Hello hi! I’m Kate Bowie, a 28-year-old midwesterner studying the human microbiome, or the collection of bacteria that live in and on the human body. I grew up in Indiana and moved to Portland, Oregon to work on a biomedical engineering PhD at Oregon Health and Science University (OHSU). Sure, I spend a lot of time in the laboratory thinking about all the microbes inhabiting the human body and their impact on disease… but I do my best to stay balanced with other hobbies. When I’m not in the lab and our world isn’t enduring a pandemic, I love seeing live music, playing soccer, and backpacking. In a post-covid19 world, I spend most of my free time trying to educate myself on systemic racism, playing my synthesizer, and continuing to backpack. Fun fact about me: I was an extra in the Netflix show Trinkets

Research

I’m in my third-year of my PhD studying how and why certain types of bacteria find their way into the bloodstream during prostate cancer. I’m fortunate to be co-advised by Dr. Sadik Esener, the director of OHSU’s early cancer detection research center, and Dr. Lisa Karstens, a bioinformatician who focuses on analyzing samples with extremely low amounts of bacteria, like blood. My focus is studying the bacteria in men diagnosed with advanced prostate cancer who are being treated with an immunotherapy. Other researchers have shown that the success of this therapy can largely depend on the bacteria present in the patient. This type of research requires me to analyze large sets of data and as I’m working with bacteria, which is everywhere, I have to be cognizant of contamination and how to incorporate that into my analyses.

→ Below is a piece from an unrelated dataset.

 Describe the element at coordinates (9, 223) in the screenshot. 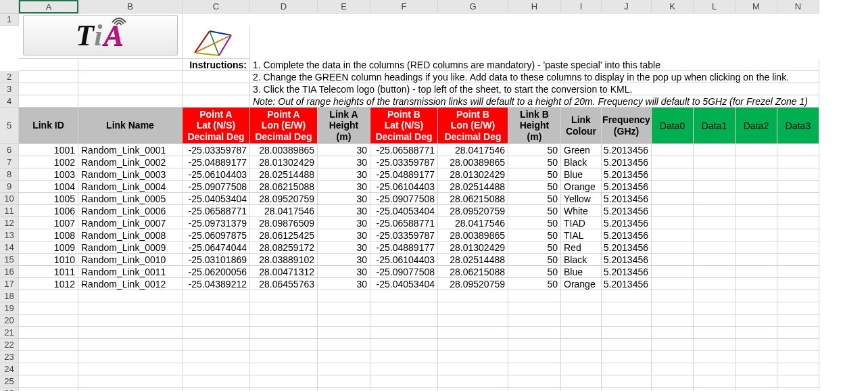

Why did I want to be a Frictionless Fellow?

As I dive deeper into the field of microbiome science, I am becoming an advocate for putting resources and time into improving research reproducibility. In the microbiome field, there is still no gold standard nor consensus on how to handle and analyze microbiome data. Different laboratories have gotten different results while using the same set of data, which is a significant problem as it can be difficult to know which results are closest to the biological truth. As a scientist in this field, one of my tasks is to not only generate reliable data (using the proper controls), but to also interpret that data in a meaningful way. These both require absolute transparency in my methodologies and analysis.

I wanted to become a Frictionless Fellow so that I could learn tools to help microbiome science data workflows become more reproducible and engage in the open science community. Improving research reproducibility is important to me because it means improving proper documentation of experiments and being transparent about methods used. Detailed documentation of how and why experiments are performed allows that research to not only be reproduced by others, but also allows the ability for other scientists to build upon those results.